Belgium funds eight nuclear research projects in energy push
Belgium put nearly €11 million into eight nuclear projects, from SMRs to a Wendelstein 7-X upgrade. The funding lands as the country rebuilds its nuclear base.

Belgium has approved eight nuclear research projects, selecting the work from 41 proposals submitted in 2025 by universities, research centres and companies. The package was put forward by Energy Minister Mathieu Bihet and approved by the federal government.
The eight projects will receive 10.79 million euros from the Energy Transition Fund. They were chosen for scientific quality, relevance to Belgium’s energy goals and their expected impact on innovation, security of supply and decarbonisation. It includes work on small modular reactors, nuclear fusion, advanced materials, robotics, research infrastructure and the integration of nuclear energy into industry.

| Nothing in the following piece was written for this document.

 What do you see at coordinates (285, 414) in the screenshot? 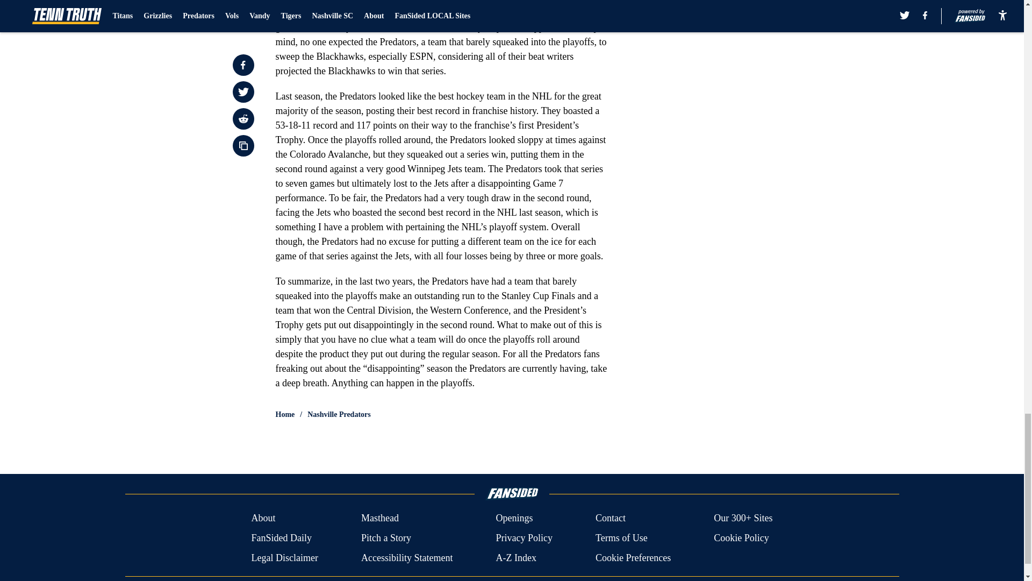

One project will support upgrade work on the Wendelstein 7-X stellarator in Germany, a machine built around twisted magnetic confinement rather than the more familiar tokamak geometry. Another will develop an advanced robotic repair platform for the nuclear and energy sectors, for maintenance done remotely, under radiation, and without long outages. A third will examine nuclear energy’s role in Belgium’s decarbonisation pathway and the potential of advanced reactors, including SMRs.

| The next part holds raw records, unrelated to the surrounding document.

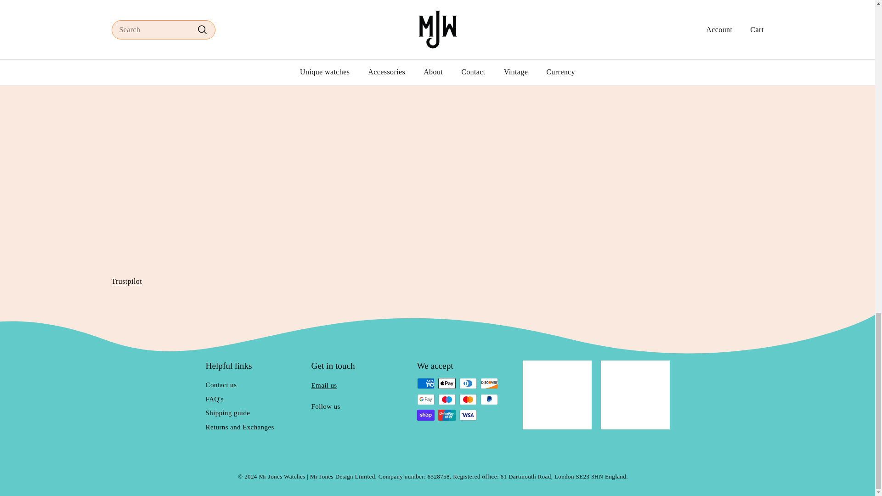 The width and height of the screenshot is (882, 496). I want to click on Apple Pay, so click(447, 383).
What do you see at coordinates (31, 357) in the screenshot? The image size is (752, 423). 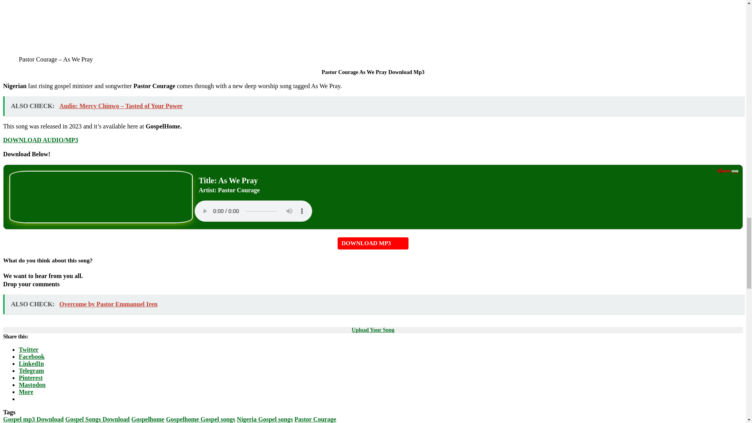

The spending comes amid Belgium’s policy reversal on nuclear power. Parliament repealed the 2003 phase-out law in May 2025, wiping out the closure deadline and the ban on new nuclear plants. Belgium had already extended Doel 4 and Tihange 3 by 10 years in March 2022, citing security of supply during the energy crisis and Russia’s war on Ukraine, and the European Commission later cleared the state-aid plan for that lifetime extension. The government now intends to keep both reactors running to 2035, while also leaving the door open to new build.

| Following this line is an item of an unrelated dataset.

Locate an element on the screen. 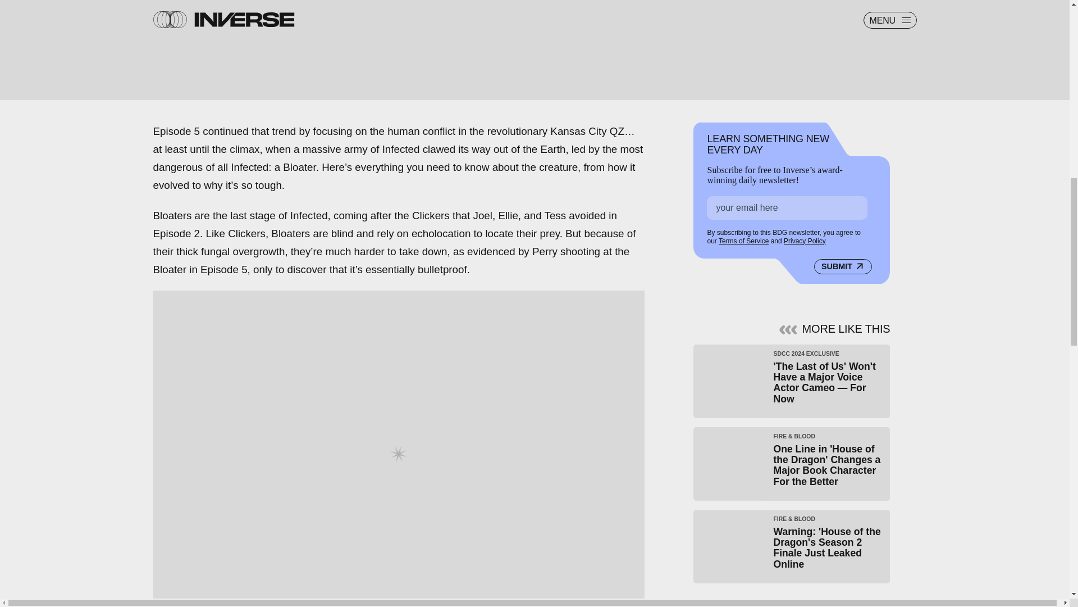 The width and height of the screenshot is (1078, 607). SUBMIT is located at coordinates (843, 263).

Belgium’s then-five remaining reactors generated 32,928 GWh in 2024, or 42.2% of the country’s electricity, according to the International Atomic Energy Agency. Belgium’s seven-reactor fleet has already shrunk to two operating units, Doel 4 and Tihange 3, after a wave of shutdowns between 2022 and 2025. The Energy Transition Fund has already backed nearly 200 million euros across 140 energy research projects over the past decade.